[PRL] space-saving tricks
Dave Herman
dherman at ccs.neu.edu
Wed Oct 4 22:22:26 EDT 2006
I'm working on a paper where I define the semantics of a language via
translation to a target language which is an extension of the original
language. The target language is almost exactly the same as the source
language, except for one extra syntactic form and a couple new type rules.
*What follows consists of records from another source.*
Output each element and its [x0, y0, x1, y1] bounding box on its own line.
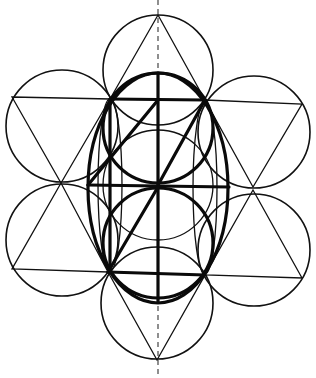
circle-upper-right [198, 76, 310, 188]
diagram-canvas [0, 0, 316, 378]
circle-lower-right [198, 194, 310, 306]
line-diagonal-upper-right [158, 100, 205, 185]
line-diagonal-lower [108, 187, 158, 272]
triangle-upper-right [205, 100, 302, 187]
geometry-diagram [0, 0, 316, 378]
triangle-lower-right [205, 190, 302, 278]
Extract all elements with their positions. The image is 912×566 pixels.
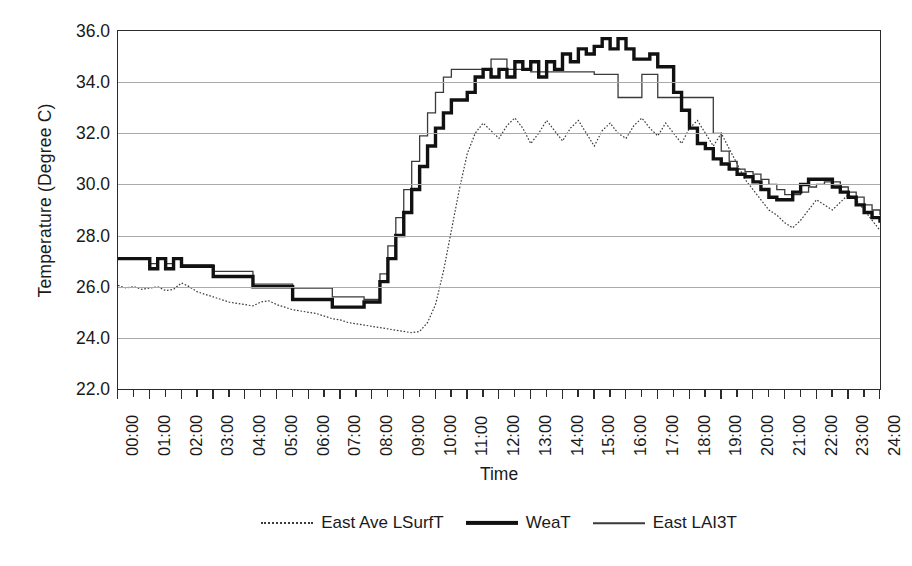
x-tick [577,390,578,397]
x-axis-tick-labels: 00:0001:0002:0003:0004:0005:0006:0007:00… [117,398,881,460]
x-tick-label: 14:00 [568,415,587,456]
x-tick-label: 24:00 [885,415,904,456]
x-tick [450,390,451,397]
y-tick-label: 28.0 [38,225,110,246]
x-tick [228,390,229,397]
x-tick [387,390,388,397]
x-tick-label: 21:00 [790,415,809,456]
series-line-east-lai3t [118,59,880,299]
x-tick [800,390,801,397]
y-axis-tick-labels: 36.034.032.030.028.026.024.022.0 [34,30,110,390]
x-tick-label: 05:00 [282,415,301,456]
series-canvas [118,31,880,389]
x-tick-label: 18:00 [695,415,714,456]
x-axis-title: Time [117,464,881,485]
x-tick-label: 01:00 [155,415,174,456]
legend-item: East LAI3T [593,513,737,533]
x-tick [292,390,293,397]
x-tick [196,390,197,397]
chart-figure: Temperature (Degree C) 36.034.032.030.02… [0,0,912,566]
x-tick [768,390,769,397]
x-tick-label: 10:00 [441,415,460,456]
x-tick [133,390,134,397]
series-svg [118,31,880,389]
x-tick-label: 09:00 [409,415,428,456]
x-tick-label: 20:00 [758,415,777,456]
x-tick [831,390,832,397]
x-tick-label: 06:00 [314,415,333,456]
x-tick [419,390,420,397]
x-tick [863,390,864,397]
legend-swatch-icon [593,518,645,529]
x-tick-label: 04:00 [250,415,269,456]
x-tick-label: 19:00 [726,415,745,456]
legend-label: WeaT [526,513,571,533]
legend-label: East LAI3T [653,513,737,533]
x-tick-label: 11:00 [472,416,491,456]
legend-item: WeaT [466,513,571,533]
x-tick [165,390,166,397]
gridline [118,236,880,237]
x-tick [482,390,483,397]
gridline [118,338,880,339]
plot-area [117,30,881,390]
x-tick [609,390,610,397]
x-tick-label: 03:00 [218,415,237,456]
x-tick-label: 16:00 [631,415,650,456]
x-tick [546,390,547,397]
y-tick-label: 26.0 [38,276,110,297]
x-tick [323,390,324,397]
y-tick-label: 36.0 [38,21,110,42]
gridline [118,184,880,185]
x-tick [260,390,261,397]
y-tick-label: 34.0 [38,72,110,93]
x-tick [514,390,515,397]
y-tick-label: 30.0 [38,174,110,195]
gridline [118,82,880,83]
x-tick [673,390,674,397]
x-tick [641,390,642,397]
x-tick-label: 13:00 [536,415,555,456]
series-line-weat [118,39,880,308]
series-line-east-ave-lsurft [118,118,880,333]
x-tick [736,390,737,397]
x-tick-label: 12:00 [504,415,523,456]
x-tick-label: 17:00 [663,415,682,456]
legend-label: East Ave LSurfT [321,513,444,533]
x-tick-label: 07:00 [345,415,364,456]
y-tick-label: 24.0 [38,327,110,348]
gridline [118,287,880,288]
x-tick-label: 08:00 [377,415,396,456]
legend-swatch-icon [261,518,313,529]
legend-swatch-icon [466,518,518,529]
x-tick [355,390,356,397]
x-tick-label: 00:00 [123,415,142,456]
x-tick-label: 15:00 [599,415,618,456]
x-tick-label: 22:00 [822,415,841,456]
x-tick [704,390,705,397]
chart-legend: East Ave LSurfTWeaTEast LAI3T [117,508,881,538]
x-tick-label: 02:00 [187,415,206,456]
gridline [118,133,880,134]
legend-item: East Ave LSurfT [261,513,444,533]
y-tick-label: 32.0 [38,123,110,144]
y-tick-label: 22.0 [38,379,110,400]
x-tick-label: 23:00 [853,415,872,456]
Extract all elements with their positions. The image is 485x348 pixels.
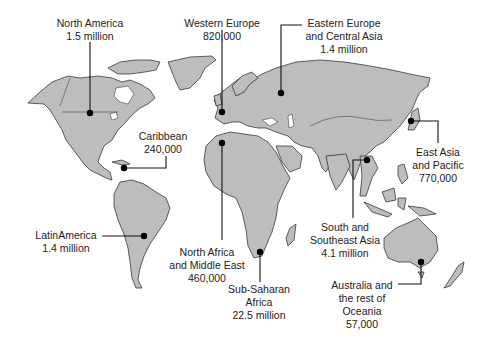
- region-value: 770,000: [412, 172, 463, 185]
- label-north-africa-middle-east: North Africa and Middle East 460,000: [169, 246, 244, 285]
- new-zealand-landmass: [444, 262, 464, 288]
- australia-landmass: [384, 218, 438, 268]
- caribbean-islands: [112, 160, 130, 165]
- marker-sub-saharan: [257, 249, 263, 255]
- marker-east-asia: [408, 118, 414, 124]
- marker-australia: [418, 259, 424, 265]
- region-name-line: the rest of: [331, 292, 392, 305]
- india-landmass: [326, 154, 350, 190]
- region-value: 57,000: [331, 318, 392, 331]
- region-name-line: Sub-Saharan: [228, 283, 290, 296]
- leader-caribbean: [124, 156, 166, 168]
- label-north-america: North America 1.5 million: [57, 17, 124, 43]
- region-name-line: and Central Asia: [305, 30, 382, 43]
- label-caribbean: Caribbean 240,000: [139, 130, 187, 156]
- marker-caribbean: [121, 165, 127, 171]
- region-name-line: North Africa: [169, 246, 244, 259]
- label-latin-america: LatinAmerica 1.4 million: [35, 229, 96, 255]
- region-name-line: and Middle East: [169, 259, 244, 272]
- africa-landmass: [204, 132, 290, 258]
- marker-north-america: [87, 110, 93, 116]
- label-east-asia-pacific: East Asia and Pacific 770,000: [412, 146, 463, 185]
- region-value: 22.5 million: [228, 309, 290, 322]
- label-eastern-europe-central-asia: Eastern Europe and Central Asia 1.4 mill…: [305, 17, 382, 56]
- marker-latin-america: [141, 233, 147, 239]
- region-value: 1.4 million: [305, 43, 382, 56]
- region-name-line: Oceania: [331, 305, 392, 318]
- marker-north-africa: [219, 140, 225, 146]
- region-name-line: Eastern Europe: [305, 17, 382, 30]
- region-value: 240,000: [139, 143, 187, 156]
- madagascar-landmass: [286, 224, 296, 246]
- philippines-islands: [398, 164, 408, 184]
- region-name-line: and Pacific: [412, 159, 463, 172]
- marker-south-asia: [364, 157, 370, 163]
- region-name-line: East Asia: [412, 146, 463, 159]
- region-value: 1.4 million: [35, 242, 96, 255]
- region-name: North America: [57, 17, 124, 30]
- region-name: Caribbean: [139, 130, 187, 143]
- region-name-line: Southeast Asia: [310, 234, 380, 247]
- label-sub-saharan-africa: Sub-Saharan Africa 22.5 million: [228, 283, 290, 322]
- region-name: LatinAmerica: [35, 229, 96, 242]
- arctic-islands-landmass: [108, 60, 160, 74]
- region-value: 820,000: [184, 30, 260, 43]
- region-name-line: Australia and: [331, 279, 392, 292]
- region-name-line: Africa: [228, 296, 290, 309]
- region-name: Western Europe: [184, 17, 260, 30]
- north-america-landmass: [28, 76, 155, 180]
- marker-western-europe: [219, 109, 225, 115]
- region-name-line: South and: [310, 221, 380, 234]
- region-value: 1.5 million: [57, 30, 124, 43]
- greenland-landmass: [168, 56, 216, 90]
- label-south-southeast-asia: South and Southeast Asia 4.1 million: [310, 221, 380, 260]
- label-western-europe: Western Europe 820,000: [184, 17, 260, 43]
- indonesia-islands: [364, 188, 436, 217]
- label-australia-oceania: Australia and the rest of Oceania 57,000: [331, 279, 392, 331]
- marker-eastern-europe: [278, 90, 284, 96]
- region-value: 4.1 million: [310, 247, 380, 260]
When we write papers that describe a language incrementally, we describe
later languages via extension of earlier ones, e.g.:
e ::= ... | new form
This is meant to extend the definition of e. In my case, I want to
define a language that is an extension of the first language, while
still keeping it distinct from the first language. More concretely, it
might look something like this:
Source language:
e ::= x | \x:T.e | e e
Target language:
e ::= ... | <T> e
This defines two different languages, and the latter is defined as an
extension of the former (in the OO sense, i.e., it's an "open
recursion") -- but this doesn't change the definition of the former.
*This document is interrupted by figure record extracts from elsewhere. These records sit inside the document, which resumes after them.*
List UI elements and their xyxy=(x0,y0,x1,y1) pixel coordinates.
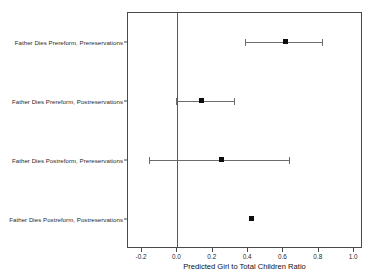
x-axis-tick-label: 0.6 xyxy=(278,253,287,260)
x-axis-title: Predicted Girl to Total Children Ratio xyxy=(127,262,362,271)
estimate-point xyxy=(219,157,224,162)
x-axis-tick-label: 0.8 xyxy=(313,253,322,260)
x-axis-tick-label: 0.0 xyxy=(172,253,181,260)
x-axis-tick-label: -0.2 xyxy=(136,253,147,260)
x-axis-tick-label: 0.2 xyxy=(207,253,216,260)
y-axis-category-label: Father Dies Postreform, Postreservations xyxy=(9,215,123,222)
x-axis-tick xyxy=(353,248,354,252)
confidence-interval-cap xyxy=(234,98,235,105)
y-axis-category-label: Father Dies Prereform, Postreservations xyxy=(12,97,123,104)
x-axis-tick xyxy=(282,248,283,252)
estimate-point xyxy=(249,216,254,221)
estimate-point xyxy=(199,98,204,103)
x-axis-tick xyxy=(176,248,177,252)
x-axis-tick xyxy=(318,248,319,252)
y-axis-category-label: Father Dies Postreform, Prereservations xyxy=(12,156,123,163)
estimate-row xyxy=(128,36,361,50)
confidence-interval-cap xyxy=(322,39,323,46)
coefficient-plot-figure: Father Dies Prereform, PrereservationsFa… xyxy=(0,0,371,276)
estimate-row xyxy=(128,213,361,227)
estimate-row xyxy=(128,154,361,168)
x-axis-tick xyxy=(212,248,213,252)
confidence-interval-bar xyxy=(176,101,234,102)
x-axis-tick xyxy=(141,248,142,252)
y-axis-category-label: Father Dies Prereform, Prereservations xyxy=(15,38,123,45)
confidence-interval-cap xyxy=(245,39,246,46)
confidence-interval-cap xyxy=(289,157,290,164)
x-axis-tick-label: 0.4 xyxy=(243,253,252,260)
x-axis-tick-label: 1.0 xyxy=(349,253,358,260)
estimate-point xyxy=(283,39,288,44)
estimate-row xyxy=(128,95,361,109)
plot-area xyxy=(127,12,362,248)
x-axis-tick xyxy=(247,248,248,252)
plot-inner xyxy=(128,13,361,247)
confidence-interval-cap xyxy=(176,98,177,105)
confidence-interval-cap xyxy=(149,157,150,164)
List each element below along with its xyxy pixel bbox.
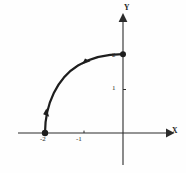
plot-svg [0,0,186,173]
x-tick-label-minus-2: -2 [40,135,45,143]
x-axis-label: X [172,126,177,135]
y-tick-label-1: 1 [112,84,115,92]
y-tick-label-2: 2 [112,51,115,59]
figure-canvas: X Y -2 -1 1 2 [0,0,186,173]
curve-path [45,54,123,133]
y-axis-label: Y [124,3,129,12]
y-axis-arrowhead [119,13,128,22]
x-tick-label-minus-1: -1 [76,135,81,143]
endpoint-dot-end [120,51,126,57]
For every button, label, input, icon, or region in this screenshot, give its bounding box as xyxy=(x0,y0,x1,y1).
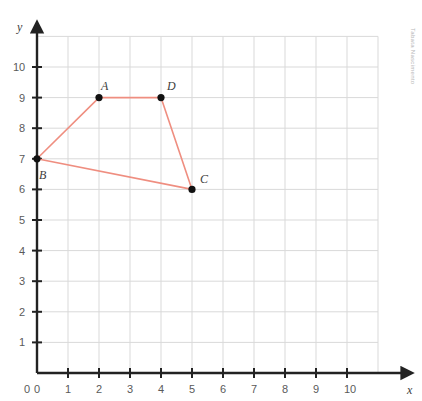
y-tick-label: 9 xyxy=(19,93,25,104)
point-label-d: D xyxy=(167,80,176,92)
origin-label: 0 xyxy=(24,384,30,395)
polygon-edges xyxy=(37,98,192,190)
plot-area xyxy=(0,0,422,401)
y-tick-label: 2 xyxy=(19,307,25,318)
x-axis-label: x xyxy=(407,384,412,396)
point-label-b: B xyxy=(39,169,46,181)
x-tick-label: 2 xyxy=(96,384,102,395)
x-tick-label: 7 xyxy=(251,384,257,395)
x-tick-label: 10 xyxy=(344,384,356,395)
coordinate-plane-figure: 012345678910123456789100 BADC x y Tabata… xyxy=(0,0,422,401)
y-tick-label: 4 xyxy=(19,246,25,257)
x-tick-label: 6 xyxy=(220,384,226,395)
y-tick-label: 10 xyxy=(13,62,25,73)
axis-lines xyxy=(37,30,404,373)
y-tick-label: 8 xyxy=(19,123,25,134)
grid-lines xyxy=(37,36,378,373)
x-tick-label: 0 xyxy=(34,384,40,395)
x-tick-label: 8 xyxy=(282,384,288,395)
x-tick-label: 3 xyxy=(127,384,133,395)
point-label-a: A xyxy=(101,80,108,92)
x-tick-label: 9 xyxy=(313,384,319,395)
y-tick-label: 1 xyxy=(19,337,25,348)
point-label-c: C xyxy=(200,173,208,185)
y-tick-label: 7 xyxy=(19,154,25,165)
x-tick-label: 1 xyxy=(65,384,71,395)
x-tick-label: 5 xyxy=(189,384,195,395)
y-axis-label: y xyxy=(17,21,22,33)
y-tick-label: 5 xyxy=(19,215,25,226)
watermark-credit: Tabata Nascimento xyxy=(410,28,416,84)
data-point-markers xyxy=(33,94,195,193)
axis-ticks xyxy=(32,67,347,378)
x-tick-label: 4 xyxy=(158,384,164,395)
y-tick-label: 6 xyxy=(19,184,25,195)
y-tick-label: 3 xyxy=(19,276,25,287)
Does that make sense? Does it seem clear enough? It seems a shame to
completely rewrite the definitions, e.g.:
Source language:
e ::= x | \x:T.e | e e
Target language:
t ::= x | \x:T.t | t t | <T> t
Of course, the nice thing about the latter is that it's more honest and
more explicit. Especially if you need to talk about the two languages at
the same time and keep them separate. But in my case I'm really just
talking about a simple translation from source to target language, and
after that point I never deal with the source language.